Book | Chapter

225014

Evocatives

profanity and other taboos

Richard D. Kortum

pp. 119-133

Abstract

Throughout history most languages, I suspect, have contained words regarded as holy, magic, dangerous, or shocking, whose use has been restricted to one degree or another to specific situations or speakers. Michael Swan, for example, records that in some African tribes the names of dead chiefs must not be spoken (1980: 589). In other societies names of deities or words associated with religious beliefs are often confined to ceremonial occasions or to ritual uses by priests. Think of the Tetragrammaton, "YHWH".1 Forbidden to say or write the proper name in full, when reading the Torah Jews use the term Adonai (lord).
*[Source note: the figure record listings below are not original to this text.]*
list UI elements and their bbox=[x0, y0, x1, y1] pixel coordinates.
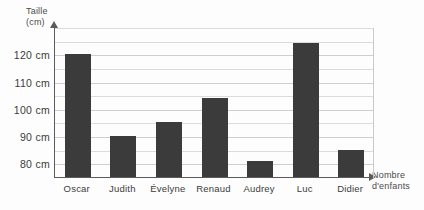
x-axis-title-line2: d'enfants bbox=[372, 181, 410, 192]
plot-area: 120 cm110 cm100 cm90 cm80 cm bbox=[54, 28, 373, 178]
y-axis-tick-label: 110 cm bbox=[15, 77, 50, 89]
x-axis-tick-label: Oscar bbox=[64, 183, 90, 194]
y-axis-title-line1: Taille bbox=[26, 6, 48, 16]
bar bbox=[65, 54, 91, 177]
bar-series bbox=[55, 28, 373, 177]
x-axis-tick-label: Audrey bbox=[243, 183, 274, 194]
x-axis-tick-labels: OscarJudithÉvelyneRenaudAudreyLucDidier bbox=[54, 183, 374, 199]
x-axis-tick-label: Didier bbox=[337, 183, 363, 194]
x-axis-tick-label: Évelyne bbox=[150, 183, 185, 194]
x-axis-title: Nombre d'enfants bbox=[372, 170, 410, 191]
y-axis-tick-label: 120 cm bbox=[14, 49, 50, 61]
chart-page: Taille (cm) Nombre d'enfants 120 cm110 c… bbox=[0, 0, 424, 210]
x-axis-tick-label: Luc bbox=[297, 183, 313, 194]
y-axis-arrow-icon bbox=[50, 21, 58, 28]
bar bbox=[156, 122, 182, 177]
y-axis-tick-label: 80 cm bbox=[20, 158, 50, 170]
x-axis-tick-label: Judith bbox=[109, 183, 136, 194]
bar bbox=[338, 150, 364, 177]
y-axis-title-line2: (cm) bbox=[26, 17, 48, 28]
bar bbox=[202, 98, 228, 177]
y-axis-title: Taille (cm) bbox=[26, 6, 48, 27]
y-axis-tick-label: 100 cm bbox=[14, 104, 50, 116]
x-axis-tick-label: Renaud bbox=[196, 183, 230, 194]
bar bbox=[293, 43, 319, 177]
bar bbox=[110, 136, 136, 177]
y-axis-tick-label: 90 cm bbox=[20, 131, 50, 143]
x-axis-title-line1: Nombre bbox=[372, 170, 405, 180]
bar bbox=[247, 161, 273, 177]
The use of such words, and often even their mere mention, is considered taboo. Violators proceed at their own risk: they invite the (possibly dire) consequences of breaching these rules.

Publication details

Published in:

Kortum Richard D. (2013) Varieties of tone: Frege, Dummett and the shades of meaning. Basingstoke, Palgrave Macmillan.

Pages: 119-133

DOI: 10.1057/9781137263544_18

Full citation:

Kortum Richard D. (2013) Evocatives: profanity and other taboos, In: Varieties of tone, Basingstoke, Palgrave Macmillan, 119–133.